As Cubans rebelled against Spanish colonial rule in the late 1800s, Key West experienced a large migration from its neighbor island across the Florida Straits. Entire cigar-factory operations were transplanted, igniting a cigar-making boom that briefly made Key West the nation's wealthiest city per capita.
Almost a century before the Cuban diaspora transformed Miami, Key West became a truly Cuban-American city, electing Cuban immigrants to the state legislature and the judiciary. With Cuban culture came Cuban food. Thick, sweet Cuban coffee in small cups is still a staple for many Key Westers, who call it buche (from buchito, "to swallow"). Ice cream is another island favorite. Decades before the current gourmet ice cream craze swept the United States, Keys aficionados used local fruit to churn out papaya, guava, mango, and coconut varieties.
The most famous food of the islands is Key lime pie. Also called Mexican lime, the small, thin-skinned Key lime is yellowish (if you're served a piece of green Key lime pie, you know it's a fake) and has a unique tartness and aroma. Its juice also is the primary component of a salty Key West marinade called Old Sour.
Today, the Keys boast a host of upscale restaurants, from which the chefs are maintaining tradition by taking their inspiration from the sea and from the Bahamian, Cuban, Anglo, and Caribbean cultures that have touched these small islands, which barely rise above the warm waters of the sub-tropical sea.
This landmark diner on the corner of Fleming arid Duvall serves up sparkling seafood and a laissez-faire atmosphere.
Dining on salmon and crispy parmesan, littleneck steamers, shrimp rolls, and tuna carpaccio at Louie's Backyard in Key West.
Miami Beach Heyday
Society and glamour give way to tourist trade-then return once again-
to Miami's ever-changing shore
by Howard Kleinberg
Miami Beach has had plenty of ups and downs over the years, but the 1950s and 1960s stand out as a magical time of glamour, excitement, and rapid expansion. Each year during those two decades, a spectacular new hotel would go up: the Algiers, the DiLido, the Fontainebleau, the Eden Roc, the Casablanca, the Americana, the Deauville, the Doral Beach. Miami Beach was in its heyday.
In its fancy hotels and nearby clubs, big-name entertainers drew throngs: Frank Sinatra crooned, Mitzi Gaynor danced, Alan King knocked them dead— even Sophie Tucker found a few bars to belt. Muhammed Ali liked to visit, as did Hollywood stars. The place was bursting at the seams as more and more visitors joined the fun.

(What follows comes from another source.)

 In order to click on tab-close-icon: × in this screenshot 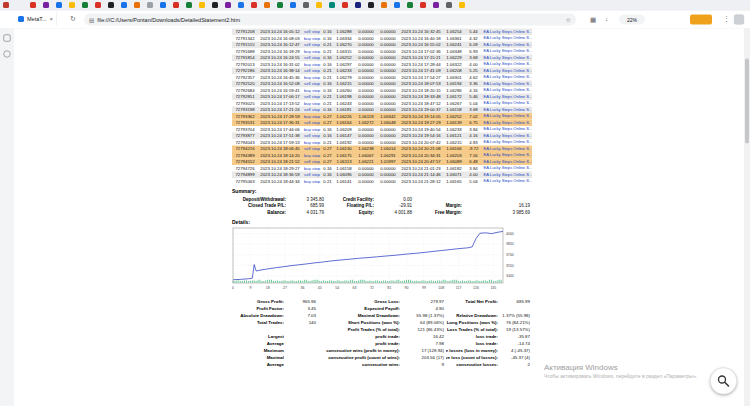, I will do `click(52, 20)`.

It hadn't always been that way. Slow to evolve from its roots as a mangrove-laced sandbar, Miami Beach did not exist as a town until 1915. Put on the map by an early 1920s real estate boom, it was, until mid-century, a place to simply bask in the sun, initially for the nouveau riche of the Midwest, later for the Northeast's middle class.

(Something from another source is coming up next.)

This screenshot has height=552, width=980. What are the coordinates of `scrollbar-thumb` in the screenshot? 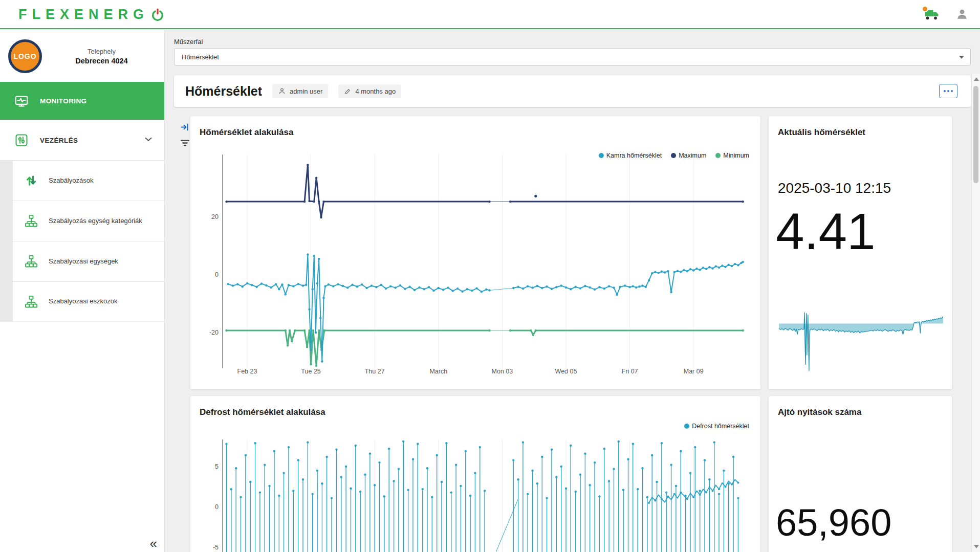 It's located at (976, 135).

An enduring facet of the city's character was forged in the 1930s, when a large Jewish population began emigrating to Miami Beach, chiefly from New York. Originally limited by restrictive developers and landlords to the southern end of the city, the new community ultimately moved north, bringing with them their corned beef and pastrami sandwiches, their sour pickles and Dr. Brown's Cel-Ray tonic. From Wolfie's down on 21st Street to the Rascal House up in Sunny Isles, residents and tourists alike seemed to take delight in being abused by Brooklyn-accented waitresses demanding, "Yeah, watcha want?" as they slammed pickle and sauerkraut bowls on the table.